I will show you the Blog I’ve made. Then I will break you.

Hello readers! I’m back again after another absence from blogging. Who am I? It doesn’t matter who I am, what matters is my blog. No one cared who I was until I wrote this blog. So for my return I’ve decided to write about something very relevant and topical, very current and important. I will take control, take control of my blog, and this is the instrument of its liberation. I’m going to write about The Dark Knight Rises.

Let the games begin!

I'm also super stoked to use all these Bane quotes.
I’m also super stoked to use all these Bane quotes.

You’re probably wondering why I would choose to write about a movie that’s three years old. Calm down readers, now is not the time for fear, that comes later. I’m not writing a review, or a deconstruction, or anything like that, it would be much too long of a post. Instead there is one very specific thing that I want to point out, and its something that has bugged me for a while. I’m bugged by how people perceive the ending of the movie (and therefore the entire Nolan-Batman trilogy). Many of you probably remember the ending, and don’t need a recap, but some might have forgotten, in which case a recap isn’t pure evil, it is necessary evil, so here it is. Early on in the movie, Alfred tells Bruce Wayne that he wants a better life for him, and that he imagines seeing him in a cafe in Florence, with a wife and maybe some kids. At the end of the movie, Batman rides off into the sunset with a nuclear bomb, only for it to be revealed that the Batwing had autopilot, so Batman wasn’t on board when the bomb goes off. Alfred retires, goes to the cafe, looks over and sees Bruce Wayne at a table with Selina Kyle (aka Catwoman).

DK Ending
Looking good for a man who just survived a nuclear blast, and getting beaten up by Bane.

I’ve talked to people in person, read articles, and watched videos on the internet that all say the same thing. “How does no one notice Bruce Wayne, a famous billionaire who is supposed to be dead, sitting at this cafe.” Obviously the screenwriters and director made a serious mistake with that ending, right? Not as serious as yours, I fear, if you take the it literally. That is what bugs me: am I the only person who didn’t take it literally? Am I the only one who watched it and thought, “Alfred so badly wanted a better life for Bruce, and now that he knows he didn’t die in a nuclear blast, and is on vacation in Florence again, he is imagining his old dreams for him.”

Doesn’t that make more sense? Bruce Wayne disappears and lays low with Selina Kyle, Alfred doesn’t know where he is, but finds himself thinking about what he used to always hope would happen. He goes to the same cafe he goes to every year on holidays, and has the same happy fantasy that he said he had for seven years while Bruce Wayne was gone before he became Batman. It wasn’t meant to be taken literally, its meant to show that Alfred knows that somewhere, Bruce is happy, with a beautiful woman, exactly how he dreamed. I can see where people might get confused though, what with a movie using metaphors, allegory, symbolism and other literary devices to convey a meaning (I think all those terms are correct, it’s been forever since I took a literature class) instead of flat out saying it. Imagine, a movie using theatricality to leave the true meaning of something up to interpretation. Theatricality and deception are powerful agents to the uninitiated, but we are initiated, aren’t we readers? Members of the movie-going public!

Me (left) kicking the vinegar out of the Dark Knight Rises ending argument (metaphorically of course)
Me (left) kicking the vinegar out of the Dark Knight Rises ending argument (metaphorically of course)

This one specific point has been nagging at me for three years, so it’s nice to get it off my chest. I’m almost 100% positive that I’m correct, and that’s why I wanted to share my theory, and I wish that everyone would drop the notion that Bruce Wayne was really sitting unnoticed at a busy cafe. I want to destroy that notion and then, when it is done, and that notion is ashes, then you have my permission to die.

BONUS

I referenced ten Bane Quotes in this blog. Try to find them all, or don’t. This blog is yours! None shall interfere, do as you please!

I will show you the Blog I’ve made. Then I will break you.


▶ PROBLEM DESCRIPTION
Show every line from the data below that includes "Image".

Collected data
# # #

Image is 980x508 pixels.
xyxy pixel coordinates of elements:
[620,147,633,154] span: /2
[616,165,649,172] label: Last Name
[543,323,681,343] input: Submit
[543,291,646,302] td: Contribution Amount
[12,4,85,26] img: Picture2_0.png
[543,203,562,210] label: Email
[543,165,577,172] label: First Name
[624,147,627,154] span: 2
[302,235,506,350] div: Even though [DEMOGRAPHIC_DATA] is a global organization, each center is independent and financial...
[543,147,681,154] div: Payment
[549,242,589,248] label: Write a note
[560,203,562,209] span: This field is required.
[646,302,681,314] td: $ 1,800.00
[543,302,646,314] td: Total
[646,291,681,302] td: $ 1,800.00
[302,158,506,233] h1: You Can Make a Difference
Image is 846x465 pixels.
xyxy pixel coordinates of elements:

# # #

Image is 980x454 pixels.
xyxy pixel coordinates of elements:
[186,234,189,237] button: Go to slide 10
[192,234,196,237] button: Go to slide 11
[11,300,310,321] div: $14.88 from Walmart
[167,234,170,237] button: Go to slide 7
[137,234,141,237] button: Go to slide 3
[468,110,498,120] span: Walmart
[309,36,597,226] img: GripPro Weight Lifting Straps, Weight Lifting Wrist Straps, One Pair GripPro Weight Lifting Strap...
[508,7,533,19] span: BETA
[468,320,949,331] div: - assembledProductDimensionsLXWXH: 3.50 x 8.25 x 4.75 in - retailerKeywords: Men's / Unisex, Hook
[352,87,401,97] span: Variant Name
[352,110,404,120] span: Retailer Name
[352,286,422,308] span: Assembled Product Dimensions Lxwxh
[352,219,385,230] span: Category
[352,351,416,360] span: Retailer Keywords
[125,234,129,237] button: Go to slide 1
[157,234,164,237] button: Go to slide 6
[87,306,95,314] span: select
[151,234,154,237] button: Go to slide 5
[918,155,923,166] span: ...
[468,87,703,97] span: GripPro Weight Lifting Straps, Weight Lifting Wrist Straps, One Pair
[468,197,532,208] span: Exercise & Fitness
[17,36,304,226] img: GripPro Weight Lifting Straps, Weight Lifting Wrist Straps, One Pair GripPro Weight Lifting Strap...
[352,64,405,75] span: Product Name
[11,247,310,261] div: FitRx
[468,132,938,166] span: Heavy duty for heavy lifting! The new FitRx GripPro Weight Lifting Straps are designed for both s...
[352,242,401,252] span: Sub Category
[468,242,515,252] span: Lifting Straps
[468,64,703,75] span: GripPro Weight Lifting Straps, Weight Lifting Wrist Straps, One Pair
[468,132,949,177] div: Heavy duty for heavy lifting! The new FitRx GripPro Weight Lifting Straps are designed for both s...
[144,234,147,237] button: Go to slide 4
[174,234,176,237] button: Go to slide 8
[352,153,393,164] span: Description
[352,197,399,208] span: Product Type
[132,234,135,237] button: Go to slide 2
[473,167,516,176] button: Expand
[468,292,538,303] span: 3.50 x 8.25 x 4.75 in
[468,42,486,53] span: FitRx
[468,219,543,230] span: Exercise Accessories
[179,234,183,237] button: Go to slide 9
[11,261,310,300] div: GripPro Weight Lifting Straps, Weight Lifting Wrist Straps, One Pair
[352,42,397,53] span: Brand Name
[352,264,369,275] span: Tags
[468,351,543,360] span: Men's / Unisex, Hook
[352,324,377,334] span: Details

# # #

▶ SOLUTION TO THIS PROBLEM
Image is 980x508 pixels.
Image is 846x465 pixels.
Image is 980x454 pixels.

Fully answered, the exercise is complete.